Two hours! The trauma of not knowing would have killed Snape long before then. There was no point in staying to listen to the fools guzzle more tea and drone on about nothing, so he deftly prepared his escape. He stiffened suddenly in his seat and subtly, but not too subtly, drew his left forearm against his body protectively. As he had hoped, Albus and Moody noticed. He nodded minutely to Albus, who nodded back with a quick flash of sympathy in his eyes.
Snape was away before any of the others understood and had chance to stare at him with horror or revulsion, disapparating as soon as he was over the threshold of the Black house and then flinging himself through Hogwarts' main gates and down the path. He was tempting fate, he reflected, as he tore through the corridors and up the stairs to the library. The Dark Lord had been more occupied with the others for the last fortnight, allowing him the opportunity to visit Hagrid in peace. He would tell Albus that nothing much had happened at the meeting he was supposed to have been summoned to, just like so many of the Order's.

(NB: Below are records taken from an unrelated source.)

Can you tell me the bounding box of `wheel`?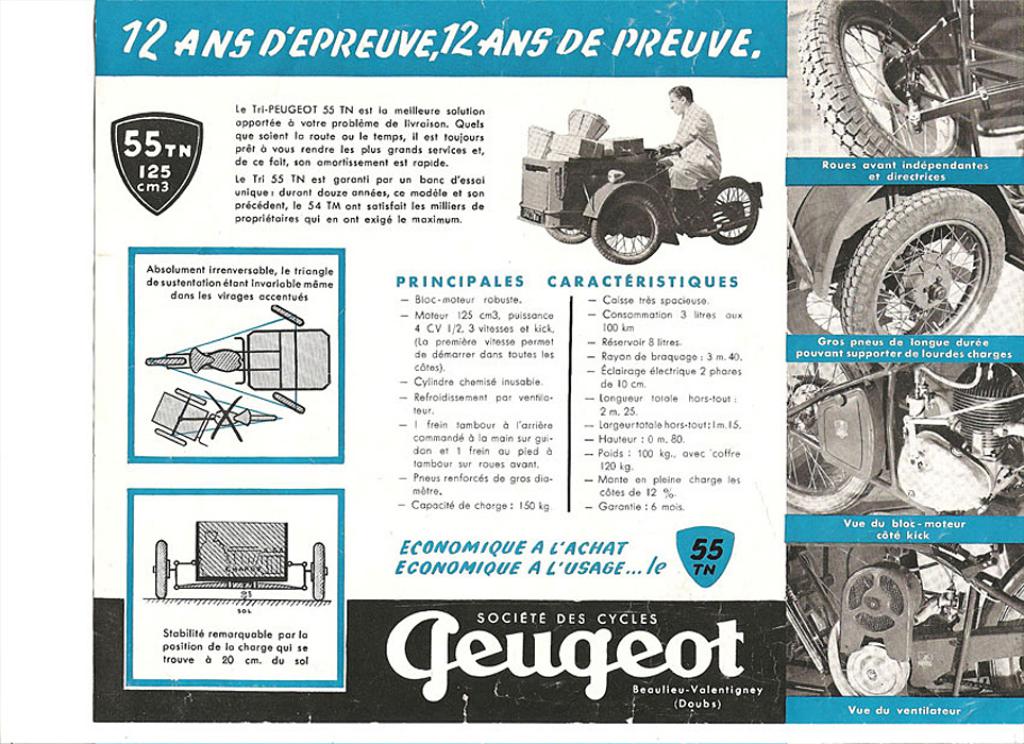
l=591, t=195, r=660, b=266.
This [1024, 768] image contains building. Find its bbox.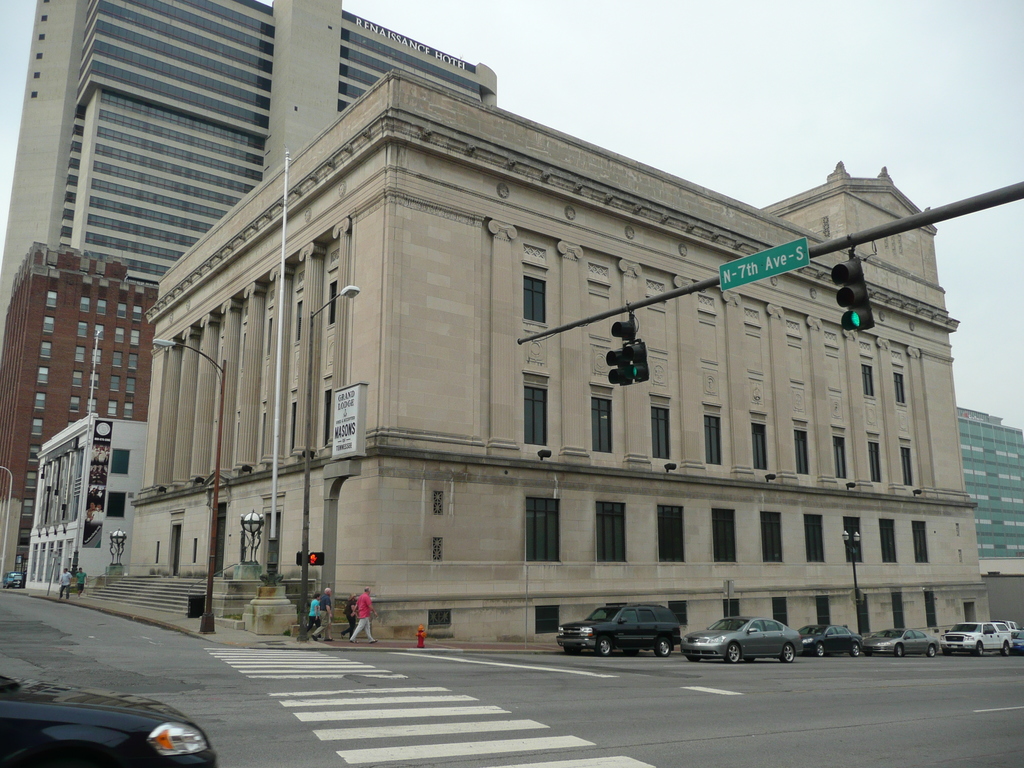
x1=0, y1=0, x2=495, y2=339.
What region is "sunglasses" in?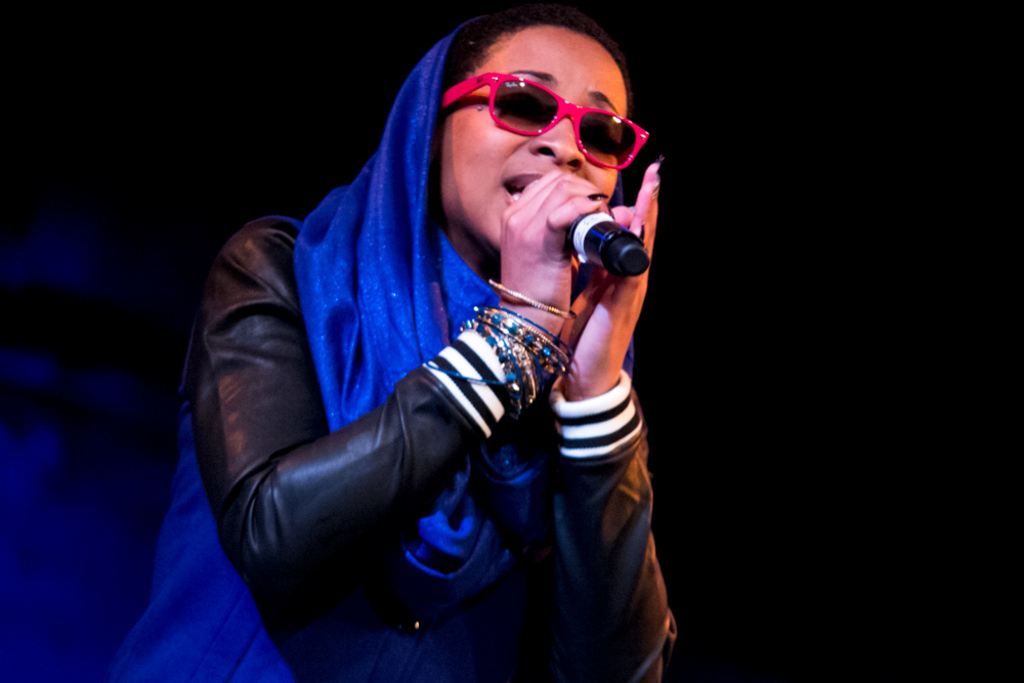
bbox=(440, 73, 651, 170).
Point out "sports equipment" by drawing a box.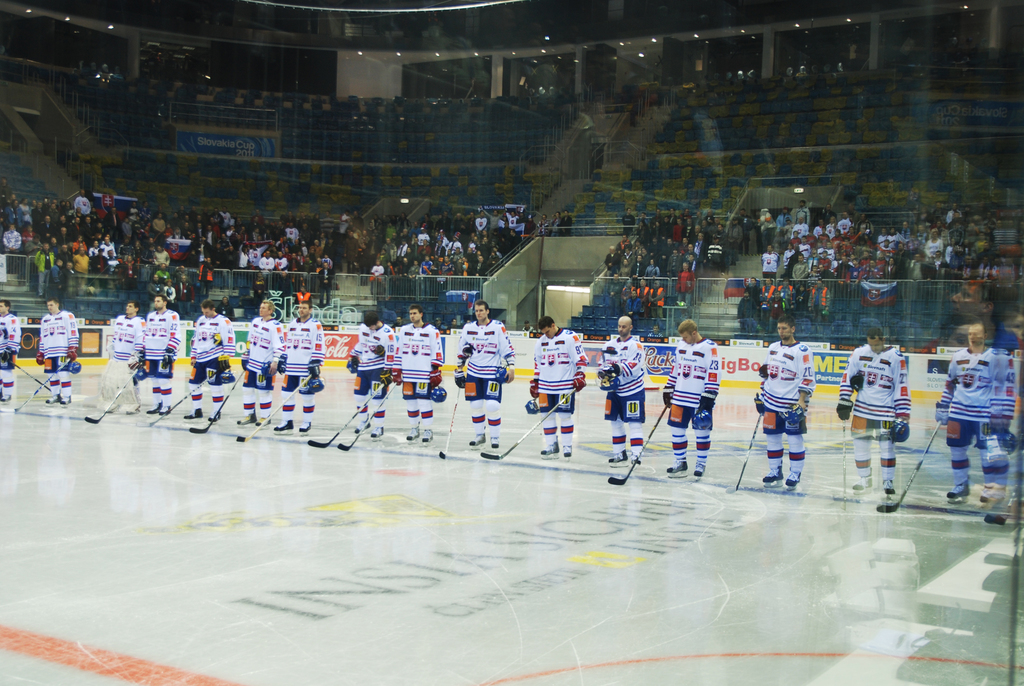
crop(661, 384, 676, 408).
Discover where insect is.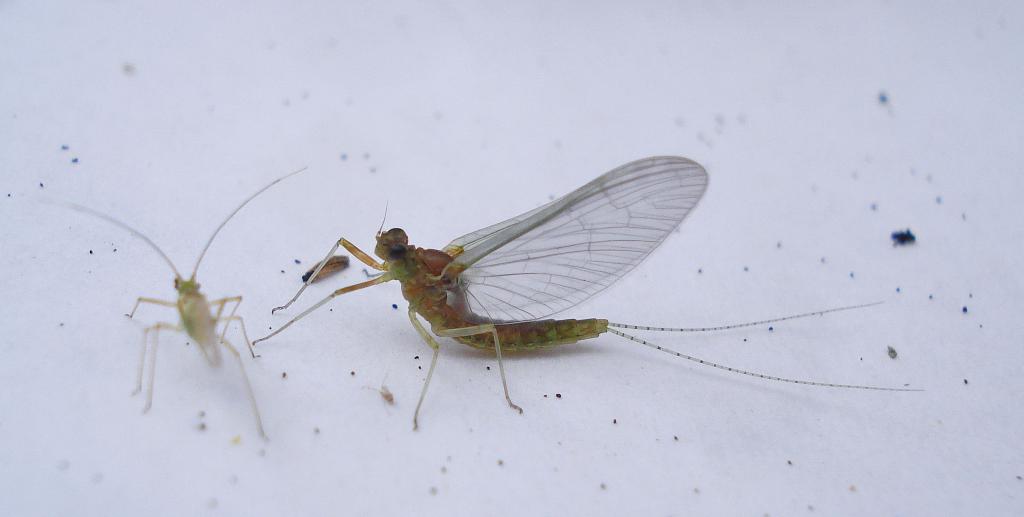
Discovered at (255,150,926,434).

"Can't you read? The library is closed!" came Pince's disembodied voice from somewhere behind a shelf as he hurried into the room, still going at full speed.
"Good," he replied as smoothly as he could with the limited breath available. "No students to get in the way."
"Oh, Professor! Sorry, I didn't…"
Single-mindedly, he strode past her and down to the dustier areas of the potions section. After an hour of grappling with leather and metal bound volumes weighing more than he did, (Victorian potions masters famously believed that all serious books should be simultaneously heavy of prose and heavy in physical substance), the answer was found in a copy of a very short and flimsily-bound thesis entitled "Sundry Observations on the Metabolic Freakishness of Non-Human Bipeds, with Particular Regard to Potions In Common Domestic Use."
No matter how long he stared at the dreadful sentence, the words remained fixed in damning black and white. The werewolf's mother had been correct. The potion he had used to spike Hagrid's cocoa would have made no difference to a half-giant's sleeping habits.
Snape steadied himself against a shelf as confusion and embarrassment made his knees tremble. All this time he had believed that Hagrid lay innocently sleeping while he was used and, he admitted it, abused, yet this was far from the case. Hagrid had been just as deceitful, not responding when his name was called and pretending to sleep while the other man had entered his room then his bed, even faking snores while Snape did his illicit snuggling.
It beggared belief that a hearty Gryffindor so utterly bereft of the ability to lie or even keep a secret he had been sworn to protect was capable of this sustained charade. What on earth had Hagrid been thinking?!